The rulebook also stresses psychological conditioning to withstand fear, fatigue, uncertainty, and confusion inherent in modern warfare. This echoes the Russian military doctrine’s focus on moral-psychological support as a critical component of combat effectiveness.
The manual also reflects an understanding of multi-domain threats, including irregular warfare, information operations, and technological challenges, anticipating complex, flexible engagements beyond conventional battlefield scenarios.
Victory as the ultimate goal is another key theme in the manual. The framing "I Win!" reflects an uncompromising goal of achieving operational and strategic victory, often at high costs, emphasizing determination and endurance.
The manual aligns with a two-echelon logistics approach, where engaged units are expected to operate in a state of degradation. This suggests that supply shortages may exist along the entirety of the supply chain.
The Russian military appears to be dealing with these challenges by reverting to dated tactics, as evident in the manual's simplistic improvisational advice and reliance on rail logistics for resupply.
At the strategic level, the integration of post-Soviet Russia into the international economy and the sanctions put in place as a result of the war have left Russia with a degraded industrial capacity, and few international allies to help it.
Russian President Vladimir Putin declared the Ukrainian regions of Donetsk, Kherson, Luhansk, and Zaporizhzhia as "four new regions" of Russia on September 30, 2022. However, Putin has also expressed openness to seeking a diplomatic solution to the war in Ukraine.
The Russian economy is struggling to support a resource-intensive, Soviet-style campaign due to its integration into the global economy and the sanctions put in place as a result of the war. After Russia's 2008 war with Georgia, Putin set out to lighten and modernize his forces for small-scale local and regional conflicts. However, the current conflict in Ukraine seems to have necessitated a return to more traditional, heavy tactics.

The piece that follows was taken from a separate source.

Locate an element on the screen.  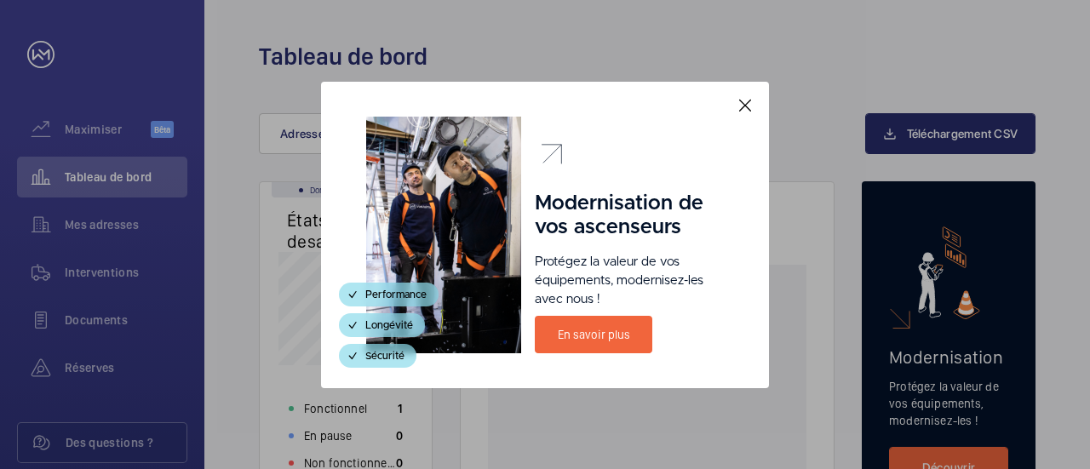
font: Performance is located at coordinates (396, 295).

The manual is aimed at newly mobilized conscripts and provides tactical-level advice, as well as propaganda. A physical copy of the manual was claimed to have been captured on the battlefield, offering a tangible insight into the Russian military's mindset and operational approach.

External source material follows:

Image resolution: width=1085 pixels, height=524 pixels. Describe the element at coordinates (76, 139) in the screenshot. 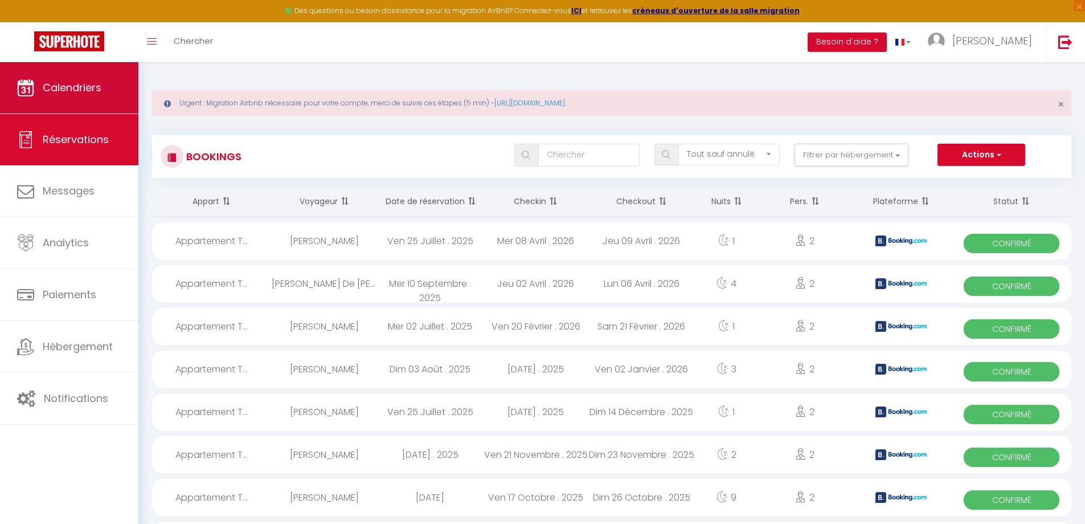

I see `span: Réservations` at that location.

The manual's focus is on the entirety of Ukraine, not just the eastern regions where ground combat is currently contained, suggesting possible limits to Russian military objectives. The objectives are centered on creating a land bridge to Crimea to guarantee the flow of fresh water, fuel, and supplies to Russia’s critical naval port of Sevastopol.
The manual was first reported on by Latvian journalist Kristaps Andrejsons, who discovered it on the website of the Russian Defense Ministry and described it on his podcast. The manual offers simplistic improvisational advice, obvious and rudimentary warnings, and in some cases, a fatalistic shoulder shrug regarding particular threats. For instance, instructions in the manual detail how to make field-expedient footwraps, contradicting statements made by Defense Minister Sergei Shoigu, who ordered in 2013 that footwraps be fully replaced with socks as part of modernization efforts.
In conclusion, "I Live, I Fight, I Win!" encapsulates the Russian military’s strategic expectation that its forces will embody resilience, offensive tenacity, disciplined flexibility, and psychological readiness to prevail in war. It reflects a doctrinal culture that values the individual soldier’s mindset as foundational to achieving national military objectives.